"... As a strictly practical matter, a man who has to leave a task that he has finished, and wishes it to remain as he leaves it, usually finds it necessary to give the credit for his work to someone who will remain on the spot and will thereby be moved to protect and defend it so long as he lives...."
Manual, Interstellar Medical Service. Pp. 167-8.
Murgatroyd tugged at Calhoun and shrilled anxiously into his ear.
"Chee-chee!" he cried frantically. "Chee-chee-chee!"
Calhoun blinked open his eyes. There was a crashing sound and the Med ship swayed upon its landing-fins. It almost went over. It teetered horribly, and then slowly swung back past uprightness and tilted nearly as far in the opposite direction. There were crunching sounds as the soil partly gave way beneath one landing fin.

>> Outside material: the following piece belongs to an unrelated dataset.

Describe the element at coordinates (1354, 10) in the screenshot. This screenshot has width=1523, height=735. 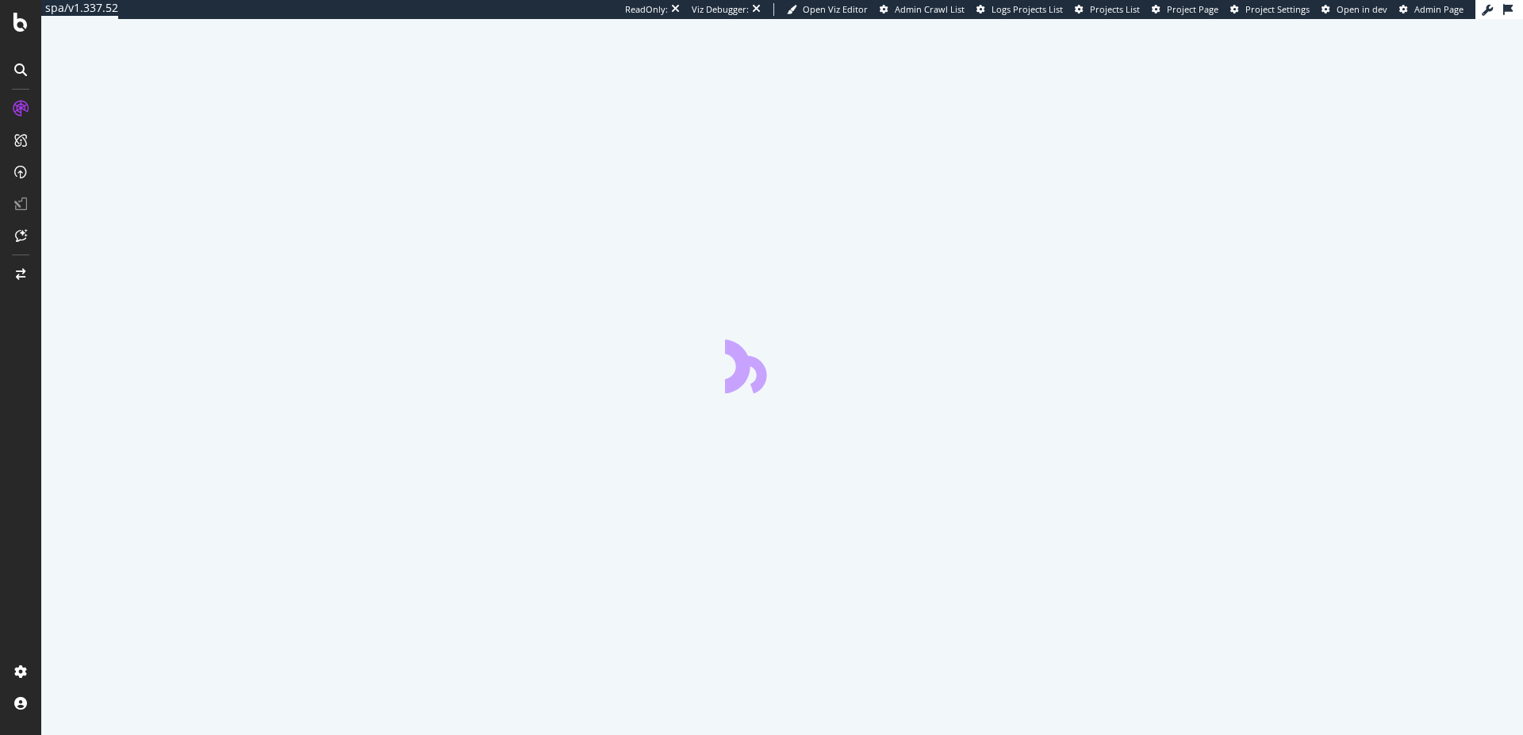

Then Calhoun waked thoroughly. In one movement he was up and launching himself across the cabin to the control-chair. There was another violent impact. He swept his hand across the row of studs which turned on all sources of information and communication. The screens came on, and the spacephone, and the outside mikes and loud-speakers, and even the planetary communication unit which would have reported had there been any use of the electromagnetic spectrum in the atmosphere of this planet.

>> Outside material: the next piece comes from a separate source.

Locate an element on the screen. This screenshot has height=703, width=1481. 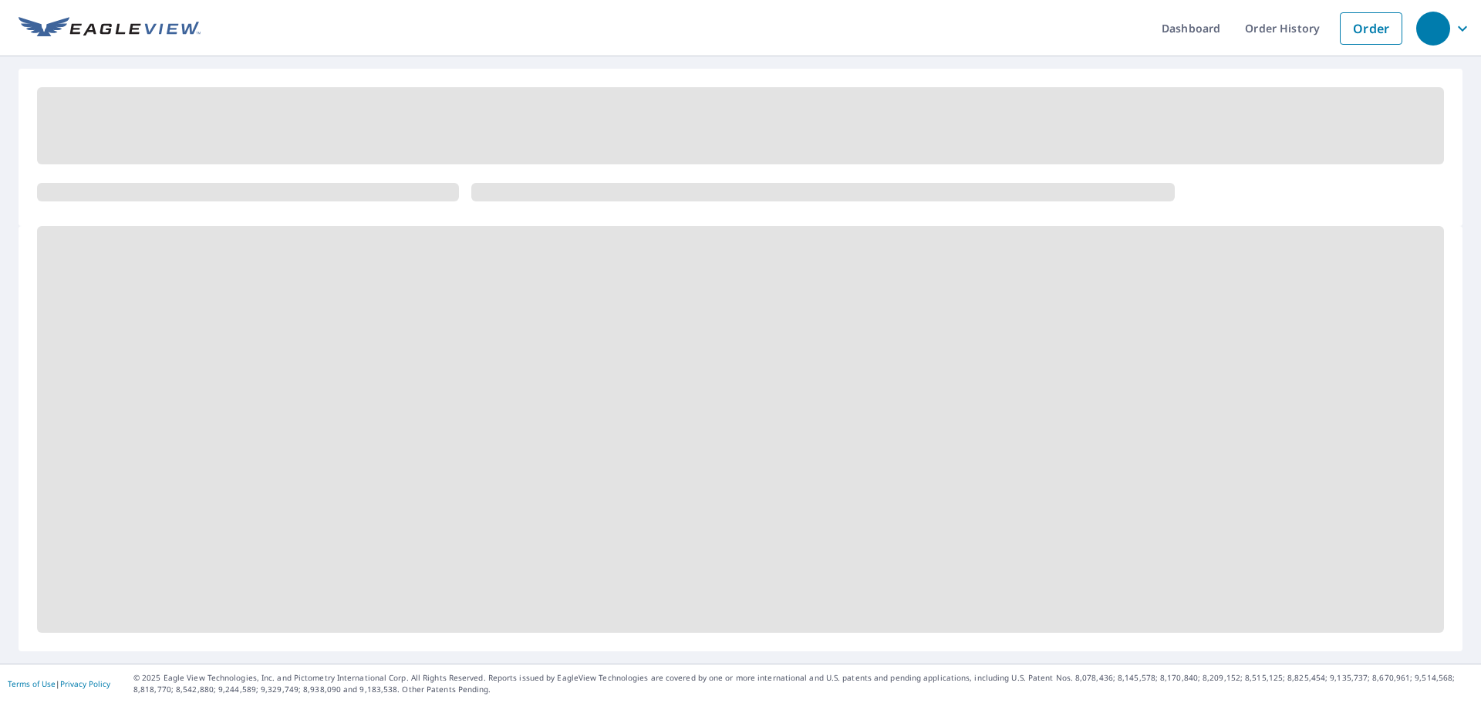
a: Privacy Policy is located at coordinates (85, 683).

Bedlam filled the cabin. From the spacephone speaker a stentorian voice shouted:
"This is our last word! Permit our landing or—"
A thunderous detonation was reported by the outside mikes. The Med ship fairly bounced. There was swirling white smoke outside the ship. It was mid-morning, now, and the giant lacy structure of the landing-grid was silhouetted against a deep-blue sky. There were cracklings from some electric storm perhaps a thousand miles away. There were shoutings, also brought in by the outside mikes.